WHAT TO PRODUCE -> The lines from the one holding "Image resolution: width=1578" to the final line of the listing below are to be duplicated exactly, with both ends included and pictures omitted.
*** Block opens ***
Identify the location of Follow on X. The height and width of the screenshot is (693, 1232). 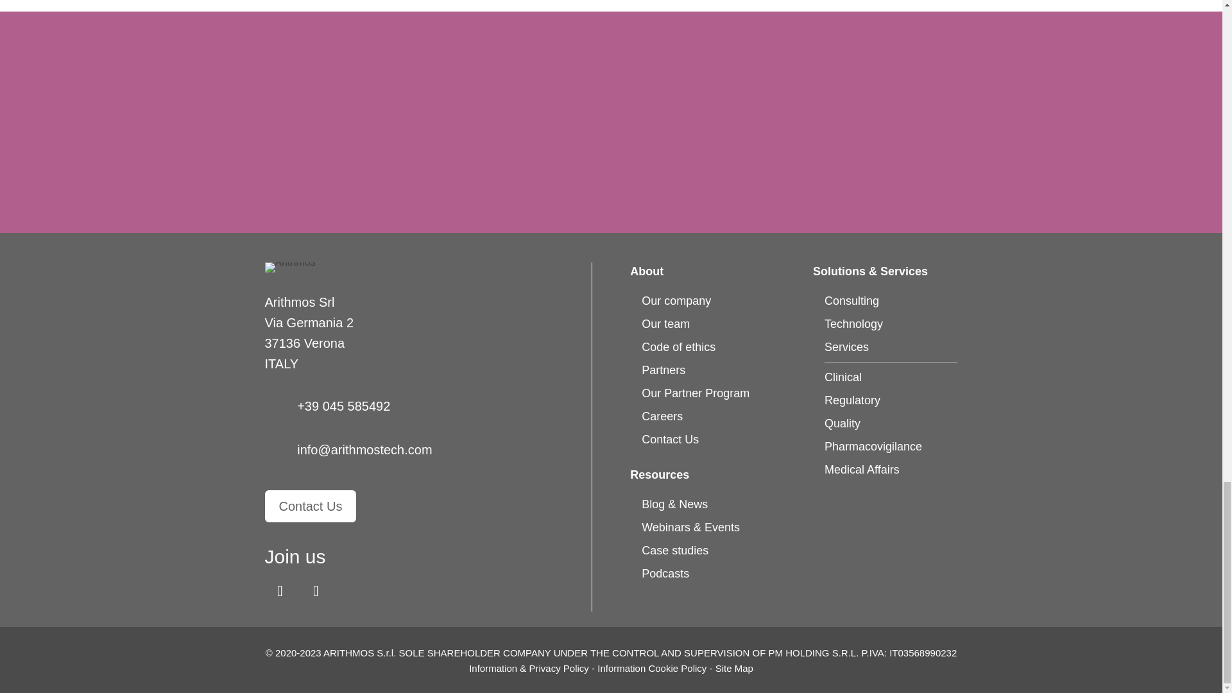
(316, 591).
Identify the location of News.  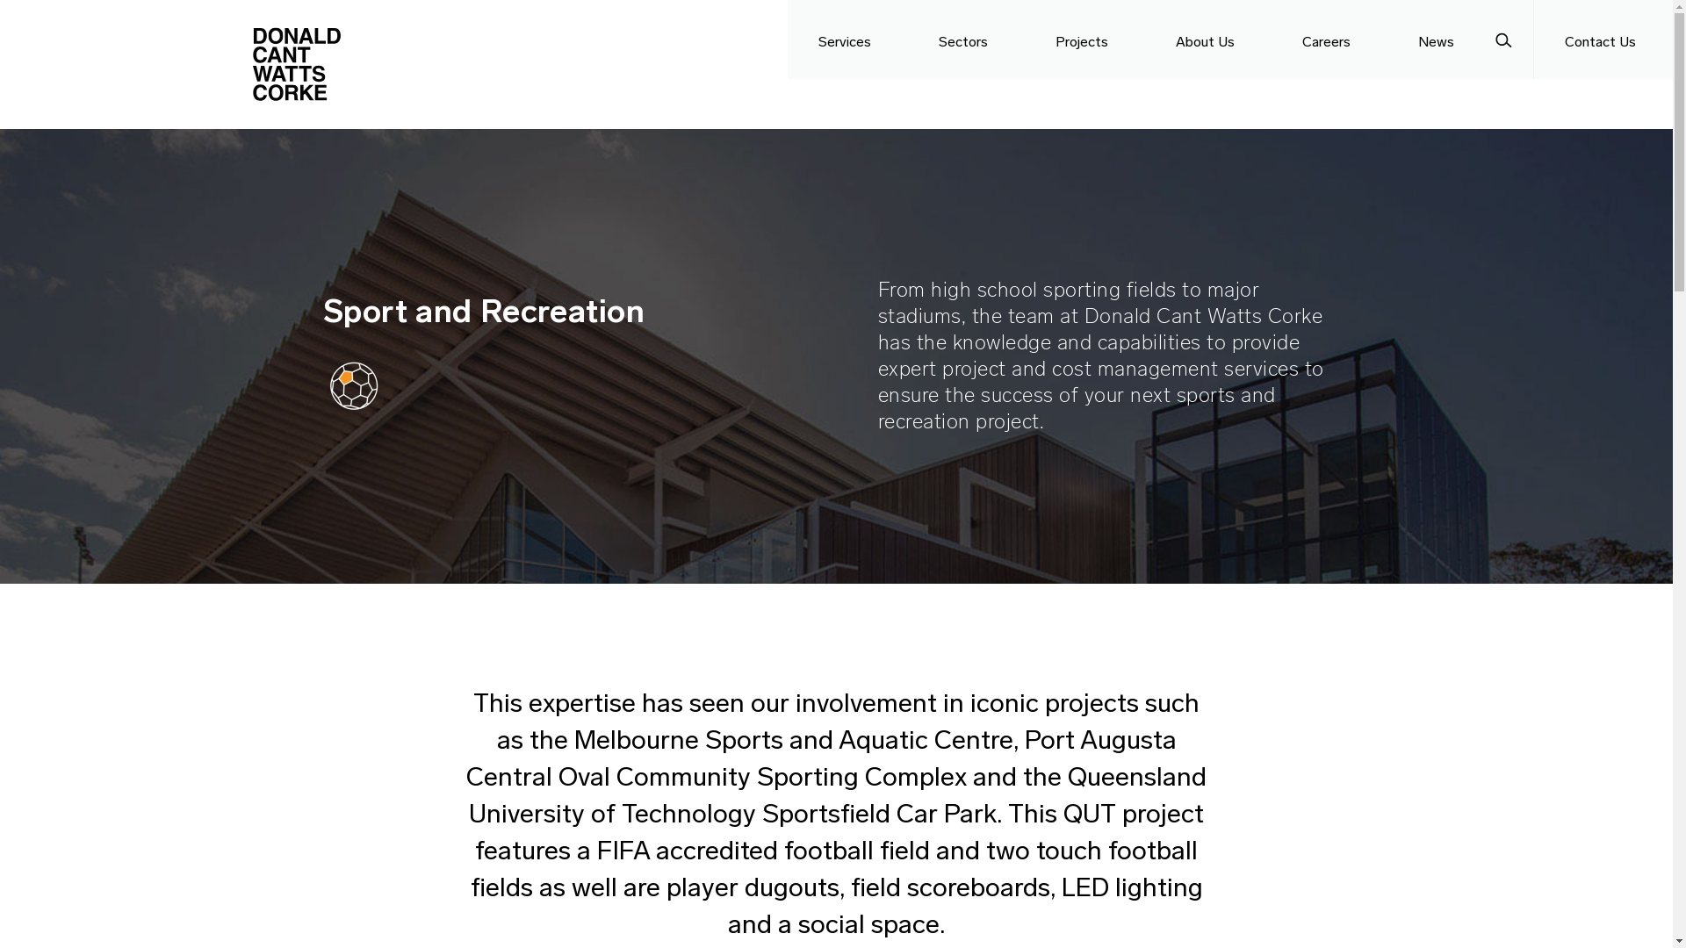
(1438, 40).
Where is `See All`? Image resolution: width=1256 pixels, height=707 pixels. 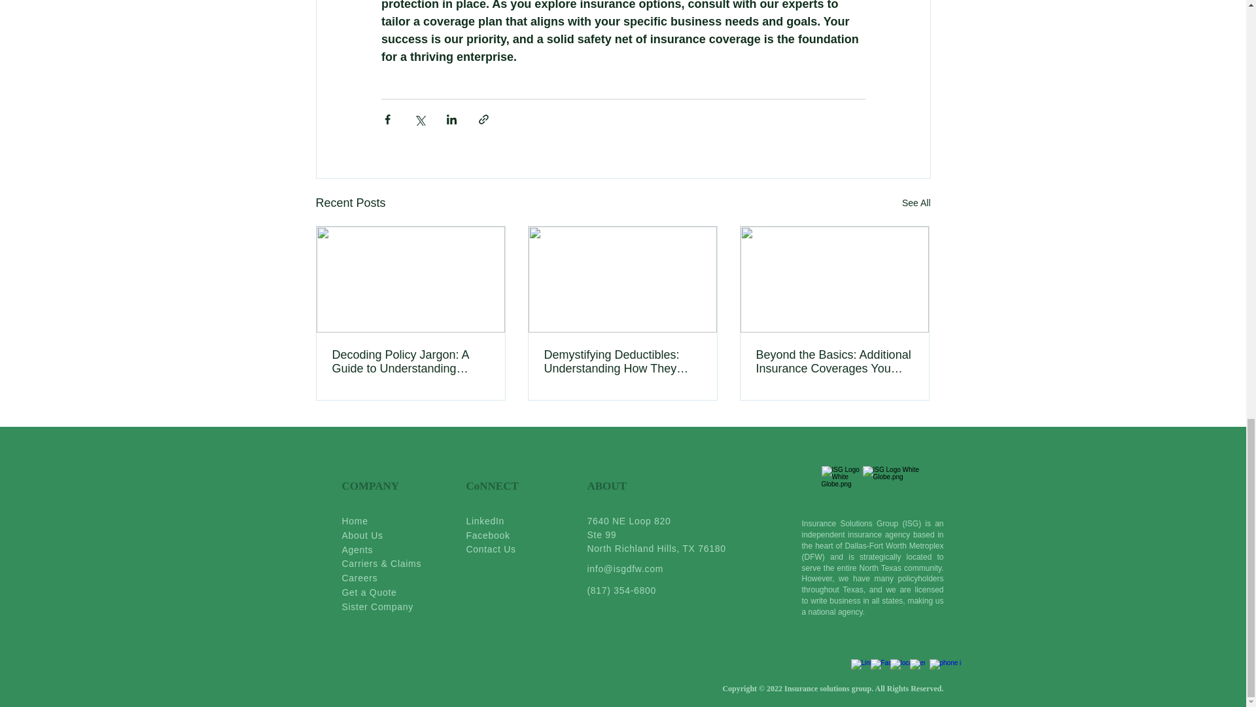 See All is located at coordinates (916, 203).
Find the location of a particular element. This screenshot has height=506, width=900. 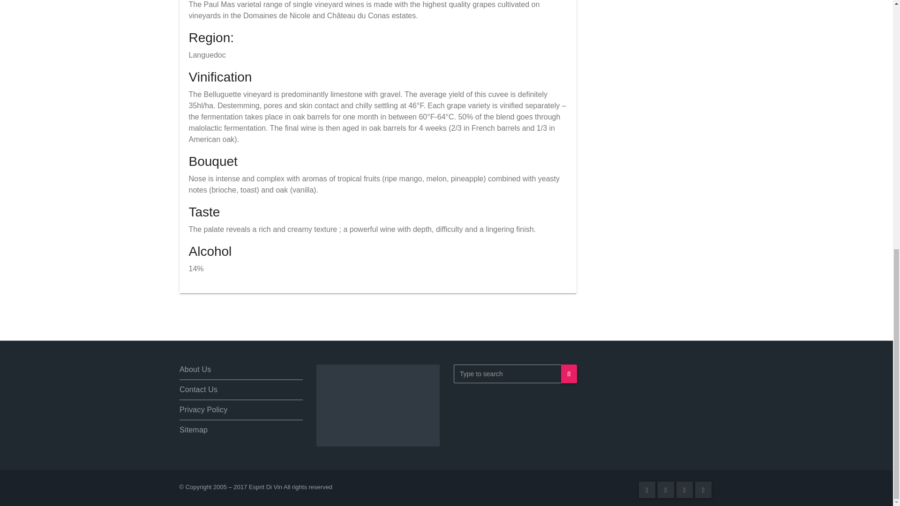

Sitemap is located at coordinates (191, 427).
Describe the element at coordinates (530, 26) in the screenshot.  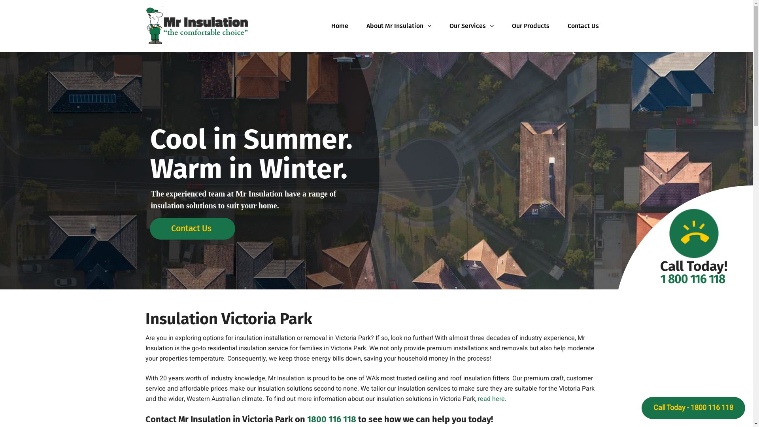
I see `Our Products` at that location.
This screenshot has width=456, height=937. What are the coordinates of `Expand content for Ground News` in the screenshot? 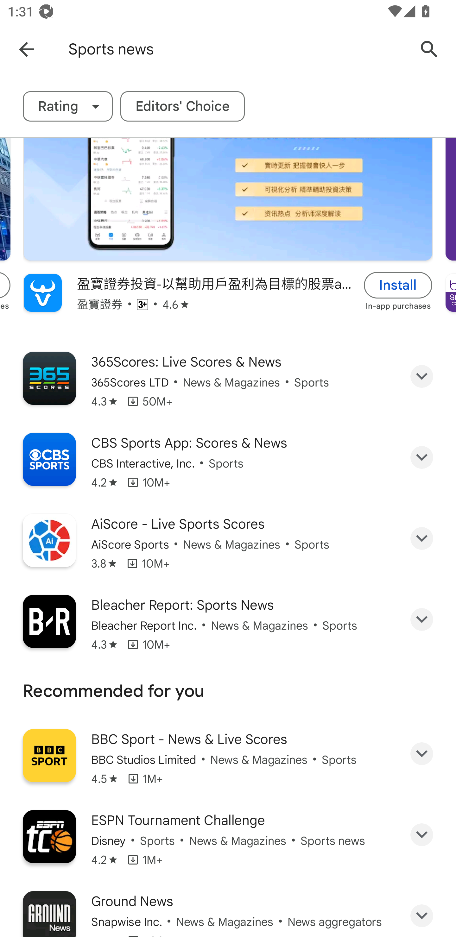 It's located at (422, 915).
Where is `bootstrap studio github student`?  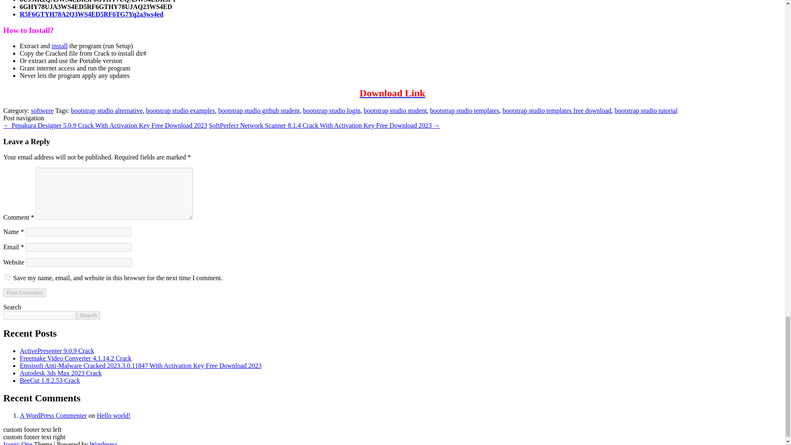 bootstrap studio github student is located at coordinates (259, 110).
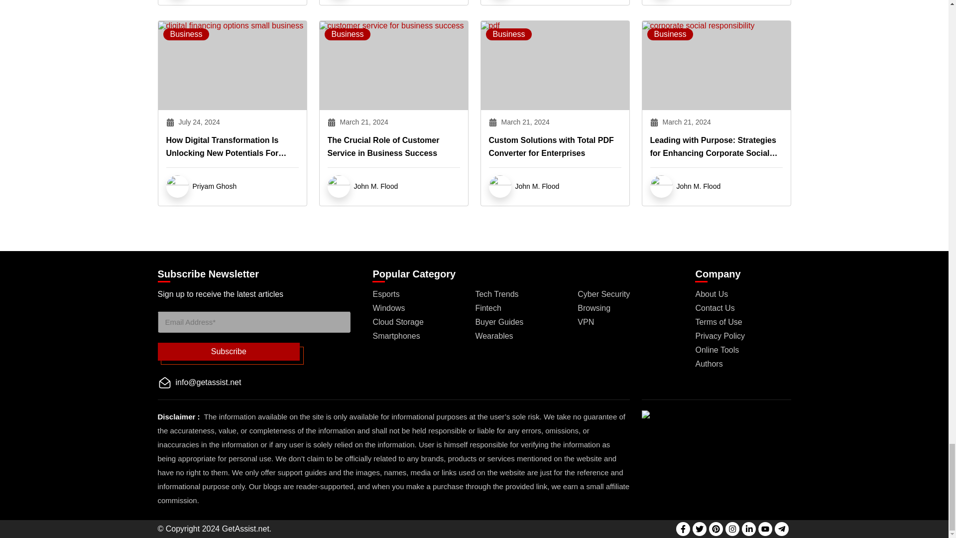 This screenshot has height=538, width=956. I want to click on Buyer Guides, so click(499, 322).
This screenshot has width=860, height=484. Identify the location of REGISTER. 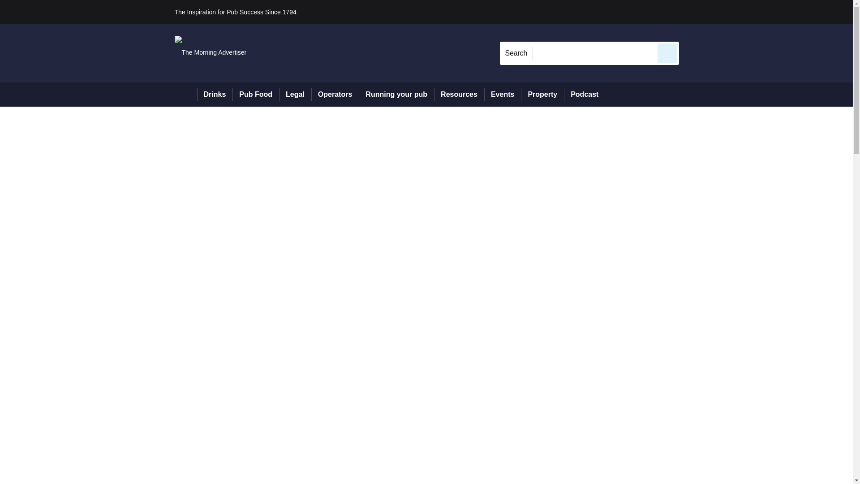
(739, 12).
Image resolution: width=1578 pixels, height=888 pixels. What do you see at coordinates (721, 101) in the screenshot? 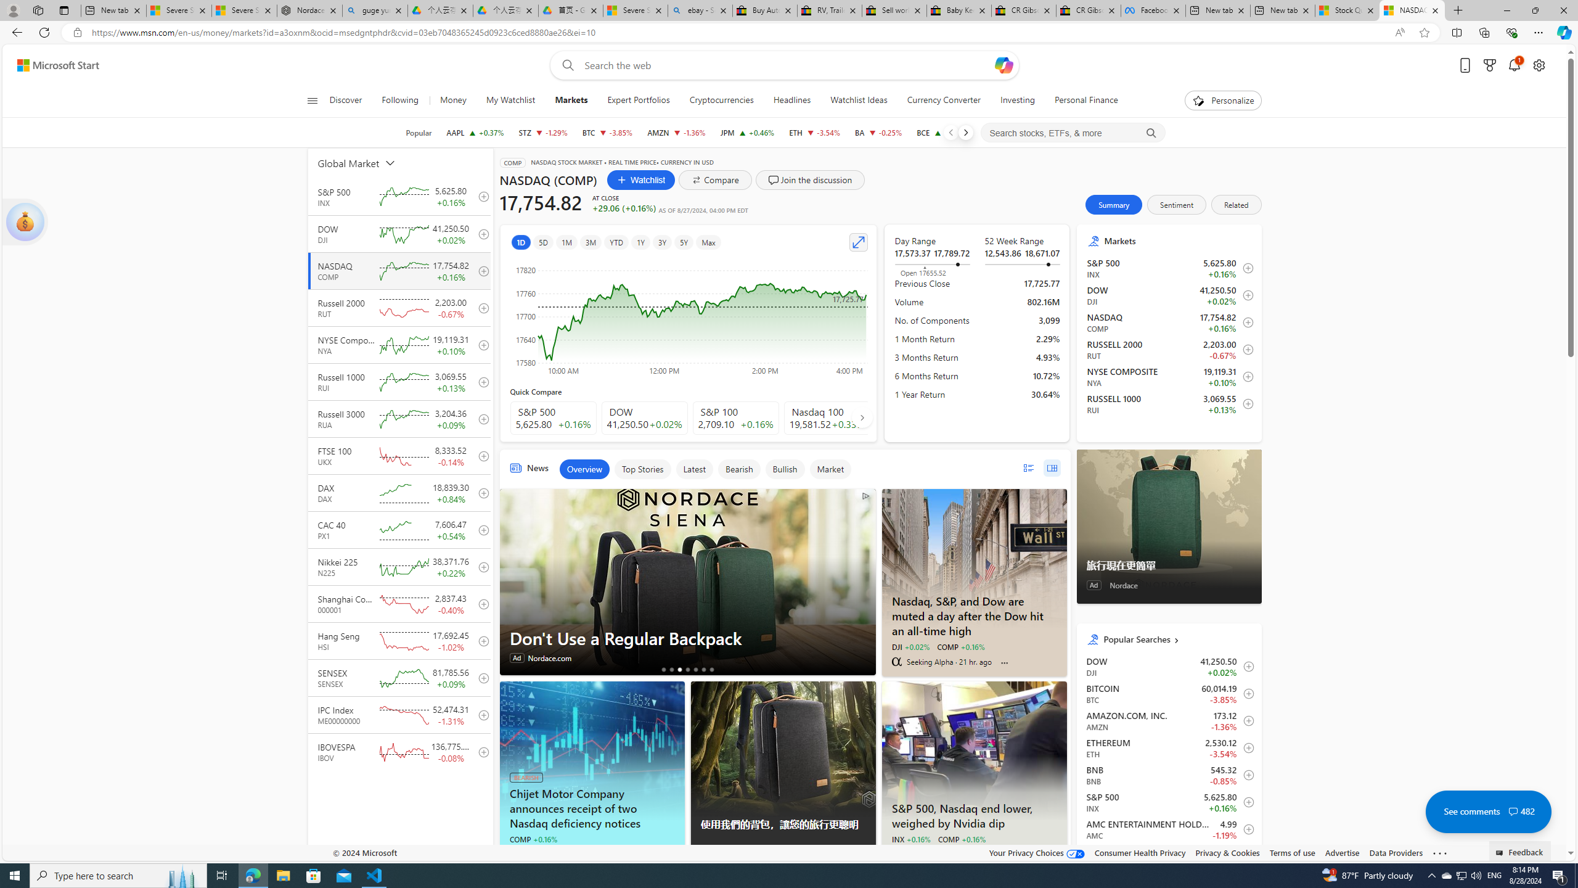
I see `Cryptocurrencies` at bounding box center [721, 101].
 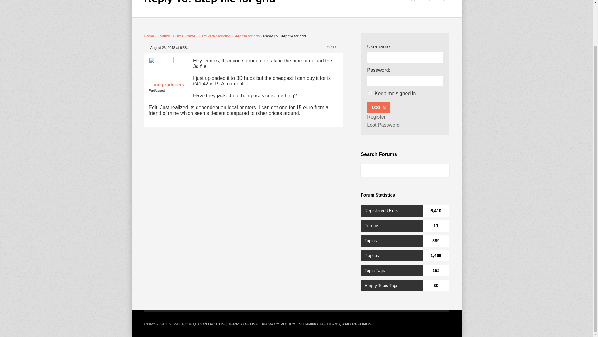 What do you see at coordinates (279, 323) in the screenshot?
I see `PRIVACY POLICY` at bounding box center [279, 323].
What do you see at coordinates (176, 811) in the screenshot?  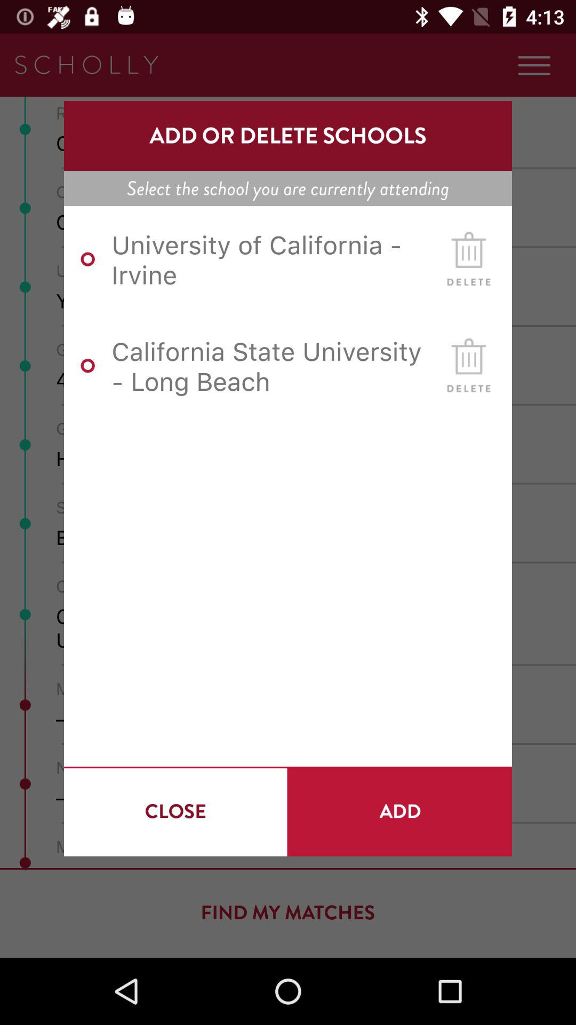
*** Block closes ***
TASK SOLUTION ->
Image resolution: width=1578 pixels, height=888 pixels. What do you see at coordinates (721, 101) in the screenshot? 
I see `Cryptocurrencies` at bounding box center [721, 101].
  What do you see at coordinates (279, 323) in the screenshot?
I see `PRIVACY POLICY` at bounding box center [279, 323].
What do you see at coordinates (176, 811) in the screenshot?  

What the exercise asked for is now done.